Art is just reflecting this. The gap between what is happening with the art works and the public was never as vast as it is now, leading to a detachment between both parts public and art. Or at least we would expect a much stronger connection in this “society based on information and the internet”.
After an astonishing XXth century everyone was expecting something even better but the fact is that TV, stereos, computer games and other like these made sure the best brains where lost and had no ideals built into them. As their personalities formed the empty media filled their dreams with sexual objects, fake pleasure and inconsequent behaviour masturbating their brains out and making the intelligent people quite uninteresting in general (see British dreams chapter). Well what I feel is that we were expecting the intellectual community to flourish with all these megabytes and Gigabytes going around the world all the time. But the fact is that we didn’t improve much and the people that are enthusiastic about art, philosophy and science are basically the same. Lets hope only one generation was lost. Only generation X…? Let us hope there won’t be a Y and a Z… the next one should rebel. I just realized I sound like an 80 year old. But honestly try to analyse things instead of just wishing things were a certain way.
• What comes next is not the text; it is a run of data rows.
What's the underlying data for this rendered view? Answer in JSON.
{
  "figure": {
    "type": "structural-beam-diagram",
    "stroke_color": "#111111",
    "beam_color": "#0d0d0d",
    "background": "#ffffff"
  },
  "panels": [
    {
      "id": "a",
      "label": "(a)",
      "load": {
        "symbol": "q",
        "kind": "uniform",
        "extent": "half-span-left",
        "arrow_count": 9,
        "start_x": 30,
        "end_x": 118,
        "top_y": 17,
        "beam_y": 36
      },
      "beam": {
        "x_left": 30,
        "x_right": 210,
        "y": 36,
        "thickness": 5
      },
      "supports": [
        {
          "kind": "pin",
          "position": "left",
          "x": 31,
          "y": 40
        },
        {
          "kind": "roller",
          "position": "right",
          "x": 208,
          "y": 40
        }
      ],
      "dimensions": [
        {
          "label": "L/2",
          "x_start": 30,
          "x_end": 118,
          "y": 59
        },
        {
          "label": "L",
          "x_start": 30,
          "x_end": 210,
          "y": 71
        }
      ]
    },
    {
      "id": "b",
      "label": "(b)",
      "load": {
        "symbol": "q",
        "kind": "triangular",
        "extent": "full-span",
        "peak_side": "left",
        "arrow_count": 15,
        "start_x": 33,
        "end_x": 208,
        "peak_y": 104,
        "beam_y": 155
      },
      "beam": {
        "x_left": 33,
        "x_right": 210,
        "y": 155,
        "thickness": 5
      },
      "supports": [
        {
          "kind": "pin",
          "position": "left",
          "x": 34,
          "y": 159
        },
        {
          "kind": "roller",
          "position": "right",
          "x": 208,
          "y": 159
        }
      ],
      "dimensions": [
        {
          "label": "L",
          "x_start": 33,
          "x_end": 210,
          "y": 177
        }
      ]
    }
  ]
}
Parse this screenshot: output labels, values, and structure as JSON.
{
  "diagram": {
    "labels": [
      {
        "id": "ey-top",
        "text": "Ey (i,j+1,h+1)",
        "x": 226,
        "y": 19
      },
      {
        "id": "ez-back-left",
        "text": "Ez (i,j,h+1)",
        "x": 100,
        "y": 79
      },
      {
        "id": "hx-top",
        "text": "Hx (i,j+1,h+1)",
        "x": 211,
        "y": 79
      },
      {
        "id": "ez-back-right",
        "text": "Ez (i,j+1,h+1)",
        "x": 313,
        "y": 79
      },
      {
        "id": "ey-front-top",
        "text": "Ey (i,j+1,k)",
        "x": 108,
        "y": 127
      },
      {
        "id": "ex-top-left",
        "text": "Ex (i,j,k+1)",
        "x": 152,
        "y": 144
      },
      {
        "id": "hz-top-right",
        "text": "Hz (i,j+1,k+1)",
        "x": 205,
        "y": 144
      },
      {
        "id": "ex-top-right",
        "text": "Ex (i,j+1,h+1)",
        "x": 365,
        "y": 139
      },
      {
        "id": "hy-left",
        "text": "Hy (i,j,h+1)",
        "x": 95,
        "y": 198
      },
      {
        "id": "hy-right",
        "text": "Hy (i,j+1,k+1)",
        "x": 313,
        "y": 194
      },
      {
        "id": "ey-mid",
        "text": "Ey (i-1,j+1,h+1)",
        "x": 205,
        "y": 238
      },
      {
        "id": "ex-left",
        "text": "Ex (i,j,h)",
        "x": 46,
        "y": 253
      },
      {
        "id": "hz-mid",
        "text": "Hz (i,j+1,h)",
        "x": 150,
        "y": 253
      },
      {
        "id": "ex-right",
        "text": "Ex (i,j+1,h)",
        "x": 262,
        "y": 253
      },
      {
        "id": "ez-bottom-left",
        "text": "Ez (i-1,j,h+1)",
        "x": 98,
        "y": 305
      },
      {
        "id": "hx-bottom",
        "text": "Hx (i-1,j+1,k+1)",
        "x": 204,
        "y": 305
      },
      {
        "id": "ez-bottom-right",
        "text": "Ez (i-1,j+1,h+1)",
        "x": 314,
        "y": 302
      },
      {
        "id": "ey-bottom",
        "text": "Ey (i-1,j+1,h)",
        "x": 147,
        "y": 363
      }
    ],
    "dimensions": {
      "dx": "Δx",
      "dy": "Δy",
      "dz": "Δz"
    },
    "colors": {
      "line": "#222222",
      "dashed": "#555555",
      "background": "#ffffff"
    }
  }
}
It would be important if people accepted these facts because then at lest they could react against the things that are worth fighting for:
The destruction of a religious outrageous discourse, guns and war ruling the world with mentally ill people in charge of giving all the orders, petrol being as important as it is in our world, stupidity and ignorance in everyday life, not enough freedom for art and speech because freedom means public and investment. This can all change quickly but it’s a dangerous change. So dangerous it can become a true FUBAR (see Steven Spielberg film Private Ryan) for the whole planet and no one wants that. People would rather warm up slowly to death and swim a bit if the poles melt… Irony and rage are often together in these fights that didn’t happen yet.
English life-style
It’s so easy to understand the English youth: alcohol, sex, egoism, drugs, money, cars, house, fashion, style, being cool and famous and never take care of anyone or attach yourself to anyone or any place. All sorts of egoism are just like an emotional masturbation. Why isn’t it public that most young man and women are alcoholic? Why don’t they change the law about teenage mothers? Why don’t they know what love is? Why don’t they read about it in philosophy books (at least the clever ones)? Why do they have cocaine as soon as they have money for it? Why do they want money if there are no goals other then buying cars» Why is style and fashion the same thing for them if their fashion is just a product? Why do even the few ones with values wish to be cool and famous instead of good in what they do and masters in their field of knowledge (I’m not on about the academic degree). Why are their conversations about bad quality music and alcohol? Do they enjoy an obvious way to fake happiness? Is it strange for them to have children with love and families? Because I can only see divorced people, teenage mother’s and young man that hate children.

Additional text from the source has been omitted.